The biggest advantage of Vulkan is that there are games relying on Vulkan, which means GPU drivers have to play nice with it. My impression is that OpenCL is borderline unsupported. In fact, there is an effort to reimplement OpenCL on top of Vulkan because the drivers are just that shit.
i would imagine nvidia to not want their moat with CUDA be uprooted, and so their vulkan support might get gimped in some ways (that does not affect games). At least, that is what the cynic in me would predict.
Nvidia have actually been putting a fair amount of work into their OpenCL drivers in the past few years and have a pretty decent implementation, I have a feeling that opencl is more widely used in the embedded space and they were kicked into gear
AMD, very recently have also been putting a bit more work into it, though their drivers are still the worst, and still way worse than their pre-rocm drivers
I work in VFX and I see that OpenCL has been used quite a bit in DCCs such as SideFX Houdini (which uses it extensively) and Foundry Nuke which uses it a bit too. Most of the GPUs are NVIDIA but there's some AMD too, and it's ability to fall back to the Intel (CPU w/vector instructions) host when running of the renderfarm, is absolutely critical as farm nodes generally tend not to have GPUs (most of ours don't even have X installed! So no hardware-accelerated OpenGL OR OpenCL is possible at all!)
Also one of my favourite non-VFX projects: 'Gollygang Ready' uses it to accelerate reaction-diffusion simulations.
I (perhaps naively) thought that OpenCL would still be a thing in a post-vulcan world.. SideFX are working on a new viewport using it.. I guess they solve different problems so can still coexist?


◆ **Exercise instructions**
Please, without the pictures, restate every entry exactly.

======

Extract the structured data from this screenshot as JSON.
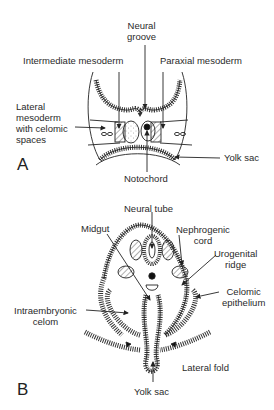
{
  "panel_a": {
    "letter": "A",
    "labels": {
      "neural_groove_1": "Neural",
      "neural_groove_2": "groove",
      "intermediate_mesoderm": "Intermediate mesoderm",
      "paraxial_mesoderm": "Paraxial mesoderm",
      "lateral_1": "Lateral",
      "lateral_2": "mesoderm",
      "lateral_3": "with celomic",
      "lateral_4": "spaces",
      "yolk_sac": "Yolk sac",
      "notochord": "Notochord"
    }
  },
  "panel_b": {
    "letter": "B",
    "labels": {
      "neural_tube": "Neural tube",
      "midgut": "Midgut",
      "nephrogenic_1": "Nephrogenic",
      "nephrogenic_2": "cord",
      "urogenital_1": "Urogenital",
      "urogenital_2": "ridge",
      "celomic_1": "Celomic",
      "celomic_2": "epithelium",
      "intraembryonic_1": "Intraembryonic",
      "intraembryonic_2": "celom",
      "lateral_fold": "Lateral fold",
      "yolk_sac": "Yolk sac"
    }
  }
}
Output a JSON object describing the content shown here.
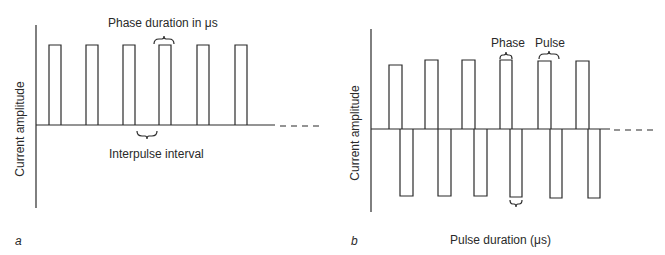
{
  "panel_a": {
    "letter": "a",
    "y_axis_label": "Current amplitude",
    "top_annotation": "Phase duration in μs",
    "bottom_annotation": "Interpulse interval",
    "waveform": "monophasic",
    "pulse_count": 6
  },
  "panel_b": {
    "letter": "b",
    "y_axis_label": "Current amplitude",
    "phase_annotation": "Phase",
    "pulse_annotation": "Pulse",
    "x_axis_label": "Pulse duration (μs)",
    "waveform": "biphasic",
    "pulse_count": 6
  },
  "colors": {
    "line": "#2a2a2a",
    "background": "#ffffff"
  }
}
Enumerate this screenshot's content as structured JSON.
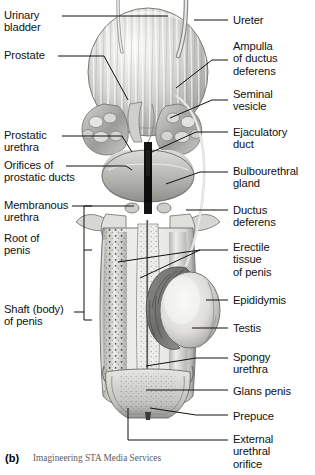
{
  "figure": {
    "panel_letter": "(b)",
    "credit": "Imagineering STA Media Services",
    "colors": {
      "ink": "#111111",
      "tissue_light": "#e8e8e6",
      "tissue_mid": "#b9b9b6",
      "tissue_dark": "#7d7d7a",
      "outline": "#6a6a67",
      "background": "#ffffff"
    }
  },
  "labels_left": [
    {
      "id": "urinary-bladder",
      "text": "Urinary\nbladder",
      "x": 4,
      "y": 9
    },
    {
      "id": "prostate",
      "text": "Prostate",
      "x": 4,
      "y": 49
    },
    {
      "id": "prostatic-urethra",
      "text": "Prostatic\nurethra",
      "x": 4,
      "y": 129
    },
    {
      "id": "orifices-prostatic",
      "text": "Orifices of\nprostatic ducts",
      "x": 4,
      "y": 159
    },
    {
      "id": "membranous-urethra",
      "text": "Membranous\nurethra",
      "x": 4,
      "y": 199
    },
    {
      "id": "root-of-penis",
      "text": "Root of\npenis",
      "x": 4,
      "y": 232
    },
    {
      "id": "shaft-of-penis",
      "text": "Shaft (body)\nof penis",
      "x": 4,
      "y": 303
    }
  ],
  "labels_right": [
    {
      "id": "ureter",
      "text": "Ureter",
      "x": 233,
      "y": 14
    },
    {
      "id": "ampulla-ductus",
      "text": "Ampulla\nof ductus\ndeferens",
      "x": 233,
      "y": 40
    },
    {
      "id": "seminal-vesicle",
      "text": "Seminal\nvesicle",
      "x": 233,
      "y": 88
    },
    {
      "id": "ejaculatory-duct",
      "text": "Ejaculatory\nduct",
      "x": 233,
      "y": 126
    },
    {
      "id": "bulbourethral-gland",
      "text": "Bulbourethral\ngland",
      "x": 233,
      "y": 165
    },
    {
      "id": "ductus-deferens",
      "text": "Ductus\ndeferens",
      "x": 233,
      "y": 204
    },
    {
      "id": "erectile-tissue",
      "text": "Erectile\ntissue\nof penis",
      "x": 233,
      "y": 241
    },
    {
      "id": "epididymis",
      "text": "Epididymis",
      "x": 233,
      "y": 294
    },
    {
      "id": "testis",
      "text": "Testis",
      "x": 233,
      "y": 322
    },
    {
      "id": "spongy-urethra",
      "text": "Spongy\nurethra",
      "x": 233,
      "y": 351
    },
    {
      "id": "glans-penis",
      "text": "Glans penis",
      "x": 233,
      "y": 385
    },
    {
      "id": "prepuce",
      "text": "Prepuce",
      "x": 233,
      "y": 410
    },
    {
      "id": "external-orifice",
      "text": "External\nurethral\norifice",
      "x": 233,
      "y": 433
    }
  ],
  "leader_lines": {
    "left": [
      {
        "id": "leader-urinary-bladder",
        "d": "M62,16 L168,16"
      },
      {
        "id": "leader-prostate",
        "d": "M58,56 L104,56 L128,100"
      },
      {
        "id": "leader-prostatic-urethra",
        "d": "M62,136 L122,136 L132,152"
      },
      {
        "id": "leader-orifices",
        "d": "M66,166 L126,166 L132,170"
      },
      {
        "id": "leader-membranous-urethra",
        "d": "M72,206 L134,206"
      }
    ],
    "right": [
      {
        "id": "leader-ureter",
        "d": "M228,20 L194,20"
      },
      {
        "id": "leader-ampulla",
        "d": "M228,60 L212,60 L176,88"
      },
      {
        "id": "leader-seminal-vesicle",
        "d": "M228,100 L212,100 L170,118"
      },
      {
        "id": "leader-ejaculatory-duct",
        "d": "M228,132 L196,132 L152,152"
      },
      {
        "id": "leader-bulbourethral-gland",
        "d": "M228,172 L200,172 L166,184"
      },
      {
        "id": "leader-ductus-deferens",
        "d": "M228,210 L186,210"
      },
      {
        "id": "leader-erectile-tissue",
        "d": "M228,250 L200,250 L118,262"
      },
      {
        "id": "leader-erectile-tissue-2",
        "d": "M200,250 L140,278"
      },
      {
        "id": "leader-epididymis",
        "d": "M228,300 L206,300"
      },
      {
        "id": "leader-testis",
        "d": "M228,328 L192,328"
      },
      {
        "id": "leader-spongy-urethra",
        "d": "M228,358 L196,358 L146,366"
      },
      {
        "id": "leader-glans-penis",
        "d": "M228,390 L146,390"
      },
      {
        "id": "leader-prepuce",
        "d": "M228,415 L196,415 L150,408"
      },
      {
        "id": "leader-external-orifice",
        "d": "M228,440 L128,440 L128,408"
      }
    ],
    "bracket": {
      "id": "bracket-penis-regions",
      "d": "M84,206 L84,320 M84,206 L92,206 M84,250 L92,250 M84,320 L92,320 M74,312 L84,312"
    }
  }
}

======

◆ **Output of the task**
Extract the structured data from this screenshot as JSON.
{
  "panel_a": {
    "letter": "A",
    "labels": {
      "neural_groove_1": "Neural",
      "neural_groove_2": "groove",
      "intermediate_mesoderm": "Intermediate mesoderm",
      "paraxial_mesoderm": "Paraxial mesoderm",
      "lateral_1": "Lateral",
      "lateral_2": "mesoderm",
      "lateral_3": "with celomic",
      "lateral_4": "spaces",
      "yolk_sac": "Yolk sac",
      "notochord": "Notochord"
    }
  },
  "panel_b": {
    "letter": "B",
    "labels": {
      "neural_tube": "Neural tube",
      "midgut": "Midgut",
      "nephrogenic_1": "Nephrogenic",
      "nephrogenic_2": "cord",
      "urogenital_1": "Urogenital",
      "urogenital_2": "ridge",
      "celomic_1": "Celomic",
      "celomic_2": "epithelium",
      "intraembryonic_1": "Intraembryonic",
      "intraembryonic_2": "celom",
      "lateral_fold": "Lateral fold",
      "yolk_sac": "Yolk sac"
    }
  }
}
Output a JSON object describing the content shown here.
{
  "panel_a": {
    "letter": "a",
    "y_axis_label": "Current amplitude",
    "top_annotation": "Phase duration in μs",
    "bottom_annotation": "Interpulse interval",
    "waveform": "monophasic",
    "pulse_count": 6
  },
  "panel_b": {
    "letter": "b",
    "y_axis_label": "Current amplitude",
    "phase_annotation": "Phase",
    "pulse_annotation": "Pulse",
    "x_axis_label": "Pulse duration (μs)",
    "waveform": "biphasic",
    "pulse_count": 6
  },
  "colors": {
    "line": "#2a2a2a",
    "background": "#ffffff"
  }
}
Enumerate this screenshot's content as structured JSON.
{
  "figure": {
    "panel_letter": "(b)",
    "credit": "Imagineering STA Media Services",
    "colors": {
      "ink": "#111111",
      "tissue_light": "#e8e8e6",
      "tissue_mid": "#b9b9b6",
      "tissue_dark": "#7d7d7a",
      "outline": "#6a6a67",
      "background": "#ffffff"
    }
  },
  "labels_left": [
    {
      "id": "urinary-bladder",
      "text": "Urinary\nbladder",
      "x": 4,
      "y": 9
    },
    {
      "id": "prostate",
      "text": "Prostate",
      "x": 4,
      "y": 49
    },
    {
      "id": "prostatic-urethra",
      "text": "Prostatic\nurethra",
      "x": 4,
      "y": 129
    },
    {
      "id": "orifices-prostatic",
      "text": "Orifices of\nprostatic ducts",
      "x": 4,
      "y": 159
    },
    {
      "id": "membranous-urethra",
      "text": "Membranous\nurethra",
      "x": 4,
      "y": 199
    },
    {
      "id": "root-of-penis",
      "text": "Root of\npenis",
      "x": 4,
      "y": 232
    },
    {
      "id": "shaft-of-penis",
      "text": "Shaft (body)\nof penis",
      "x": 4,
      "y": 303
    }
  ],
  "labels_right": [
    {
      "id": "ureter",
      "text": "Ureter",
      "x": 233,
      "y": 14
    },
    {
      "id": "ampulla-ductus",
      "text": "Ampulla\nof ductus\ndeferens",
      "x": 233,
      "y": 40
    },
    {
      "id": "seminal-vesicle",
      "text": "Seminal\nvesicle",
      "x": 233,
      "y": 88
    },
    {
      "id": "ejaculatory-duct",
      "text": "Ejaculatory\nduct",
      "x": 233,
      "y": 126
    },
    {
      "id": "bulbourethral-gland",
      "text": "Bulbourethral\ngland",
      "x": 233,
      "y": 165
    },
    {
      "id": "ductus-deferens",
      "text": "Ductus\ndeferens",
      "x": 233,
      "y": 204
    },
    {
      "id": "erectile-tissue",
      "text": "Erectile\ntissue\nof penis",
      "x": 233,
      "y": 241
    },
    {
      "id": "epididymis",
      "text": "Epididymis",
      "x": 233,
      "y": 294
    },
    {
      "id": "testis",
      "text": "Testis",
      "x": 233,
      "y": 322
    },
    {
      "id": "spongy-urethra",
      "text": "Spongy\nurethra",
      "x": 233,
      "y": 351
    },
    {
      "id": "glans-penis",
      "text": "Glans penis",
      "x": 233,
      "y": 385
    },
    {
      "id": "prepuce",
      "text": "Prepuce",
      "x": 233,
      "y": 410
    },
    {
      "id": "external-orifice",
      "text": "External\nurethral\norifice",
      "x": 233,
      "y": 433
    }
  ],
  "leader_lines": {
    "left": [
      {
        "id": "leader-urinary-bladder",
        "d": "M62,16 L168,16"
      },
      {
        "id": "leader-prostate",
        "d": "M58,56 L104,56 L128,100"
      },
      {
        "id": "leader-prostatic-urethra",
        "d": "M62,136 L122,136 L132,152"
      },
      {
        "id": "leader-orifices",
        "d": "M66,166 L126,166 L132,170"
      },
      {
        "id": "leader-membranous-urethra",
        "d": "M72,206 L134,206"
      }
    ],
    "right": [
      {
        "id": "leader-ureter",
        "d": "M228,20 L194,20"
      },
      {
        "id": "leader-ampulla",
        "d": "M228,60 L212,60 L176,88"
      },
      {
        "id": "leader-seminal-vesicle",
        "d": "M228,100 L212,100 L170,118"
      },
      {
        "id": "leader-ejaculatory-duct",
        "d": "M228,132 L196,132 L152,152"
      },
      {
        "id": "leader-bulbourethral-gland",
        "d": "M228,172 L200,172 L166,184"
      },
      {
        "id": "leader-ductus-deferens",
        "d": "M228,210 L186,210"
      },
      {
        "id": "leader-erectile-tissue",
        "d": "M228,250 L200,250 L118,262"
      },
      {
        "id": "leader-erectile-tissue-2",
        "d": "M200,250 L140,278"
      },
      {
        "id": "leader-epididymis",
        "d": "M228,300 L206,300"
      },
      {
        "id": "leader-testis",
        "d": "M228,328 L192,328"
      },
      {
        "id": "leader-spongy-urethra",
        "d": "M228,358 L196,358 L146,366"
      },
      {
        "id": "leader-glans-penis",
        "d": "M228,390 L146,390"
      },
      {
        "id": "leader-prepuce",
        "d": "M228,415 L196,415 L150,408"
      },
      {
        "id": "leader-external-orifice",
        "d": "M228,440 L128,440 L128,408"
      }
    ],
    "bracket": {
      "id": "bracket-penis-regions",
      "d": "M84,206 L84,320 M84,206 L92,206 M84,250 L92,250 M84,320 L92,320 M74,312 L84,312"
    }
  }
}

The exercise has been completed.